Saturday 12 January 2013

ARP Protocol

Knowledge of hosts IP address is not sufficient for sending packets, because data link hardware does not understand internet address.
For example: in an Ethernet network the Ethernet controller card can send and receive using 48-bit Ethernet address, usually called MAC address. The 32-bit IP address are unknown to these cards. This require a mapping of the IP addresses to the corresponding Ethernet addresses. This mapping is accomplished by using a technique known as Address resolution protocol (ARP).
ARP map network layer address into link layer address. ARP was defined by RFC 826 in 1982.

Mapping Logical Address to Physical Address

To deliver a packet to a host or a router requires two addresses logical and physical. We need to be able to map a logical address to its corresponding physical address and vice versa. There exist two methods for address mapping that is either static mapping or dynamic mapping. In static mapping, every system in the network consist a table with all logical IP addresses and their corresponding physical addresses. Each machine that know the IP address of another machine can look to the table for get physical address. This method has some limitations because physical addresses may change by several reasons for example changing of NIC (Network Interface Card).
Dynamic mapping is used to overcome these difficulties.  

In dynamic mapping,

The host or the router sends an ARP query packet. The packet includes the physical and IP addresses of the sender and the IP address of the receiver. The query is broadcast over the network. Every host or router on the network receives and processes the ARP query packet, but only the intended receiver identify its IP address and sends back an ARP response packet which contains the receiver’s physical addresses. The packet is unicast directly to the inquirer by using the physical address and IP address received in the query packet. An ARP request is broadcast  and an ARP reply is unicast.

ARP packet
ARP packet
The steps in the ARP address mapping are,
1.    The sender has the IP address of receiver. In order to get the receiver’s physical address IP requests ARP to create an ARP request packet.
2.     Sender broadcast the ARP request packet.
  1. All machines process the packet and drop the packet except the intended receiver.
  2. Targeted receiver creates an ARP reply packet and sends back to sender.
  3. The sender receives the reply packet, now the sender can have both physical address and logical address of target.
  4. The sender starts transmission of data grams to the target.

Reverse Address Resolution Protocol RARP

Reverse Address Resolution Protocol (RARP) finds the logical address for a machine from physical address. That is find network layer address using data link address

A diskless machine is usually booted from ROM, diskless work stations use RARP to get IP address for further processing. BOOTP  and DHCP are examples for using RARP. The Bootstrap Protocol (BOOTP) is a client/server protocol to provide physical address to logical address mapping. The Dynamic Host Configuration Protocol (DHCP) designed to provide static and dynamic addresses to clients.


→ **TASK TO CARRY OUT**:
Write out exactly the lines from the one that contains "Identify where <item>dress</item> appears." down to the last line of the material below, keeping both ends and omitting pictures.

→ **SUPPLIED ENTRIES**:
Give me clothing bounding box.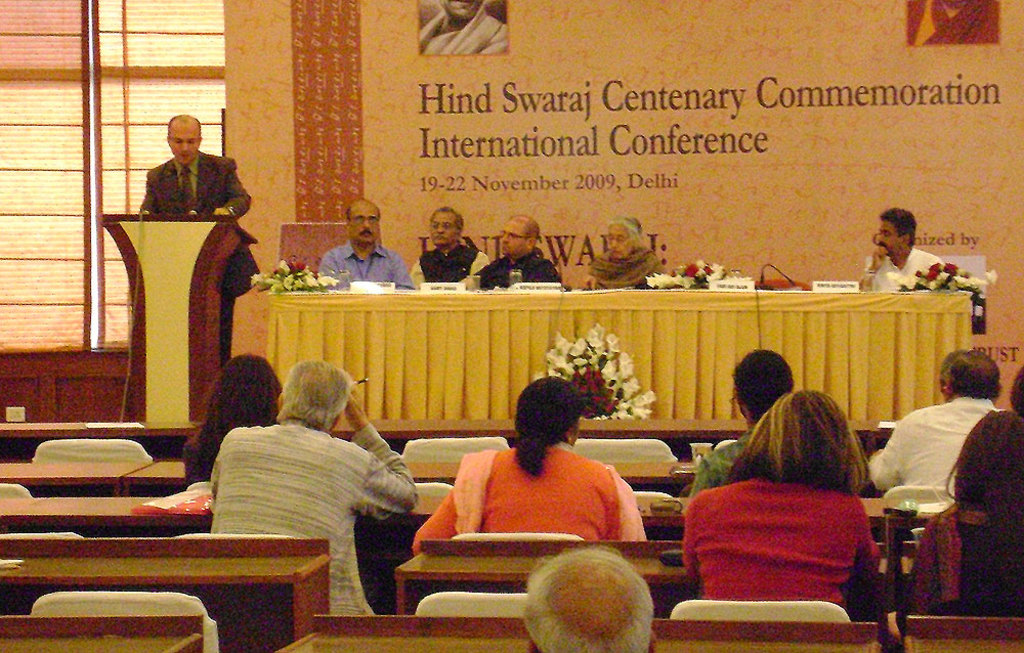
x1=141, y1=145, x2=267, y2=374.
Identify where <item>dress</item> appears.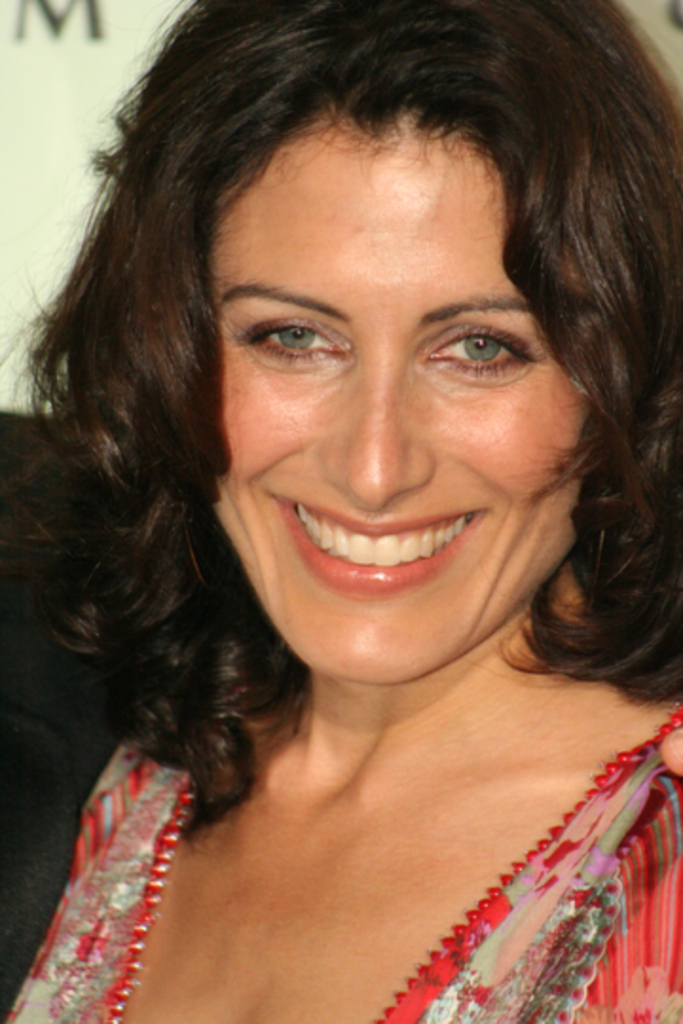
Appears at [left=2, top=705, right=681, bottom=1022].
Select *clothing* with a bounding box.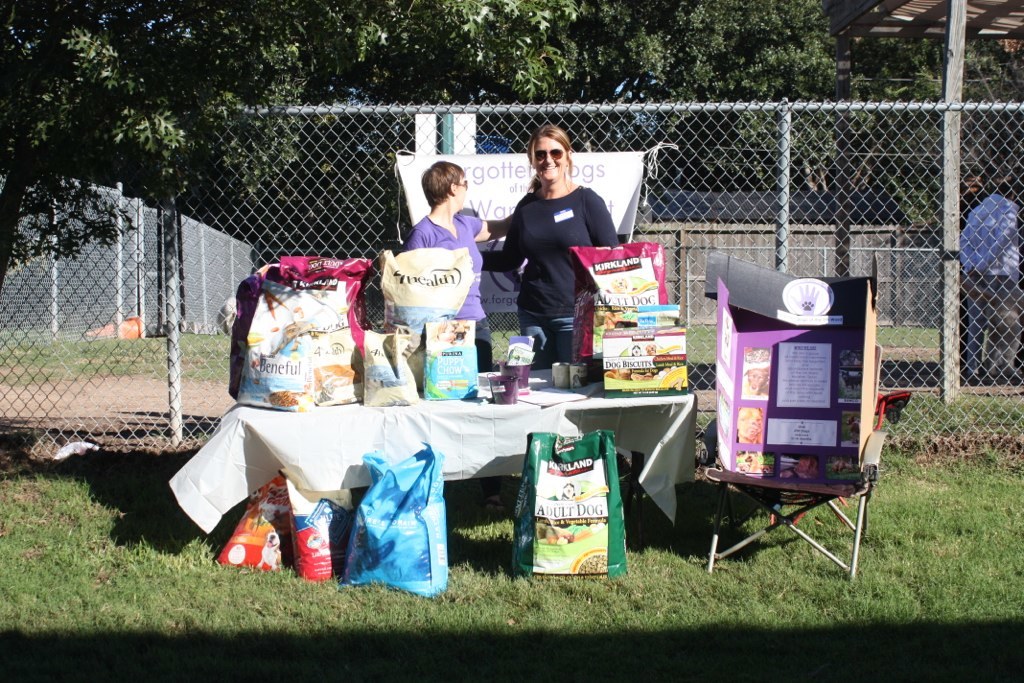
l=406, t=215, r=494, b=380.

→ **EXERCISE ANSWER**:
Identify where <item>dress</item> appears.
Appears at [left=2, top=705, right=681, bottom=1022].
Select *clothing* with a bounding box.
l=406, t=215, r=494, b=380.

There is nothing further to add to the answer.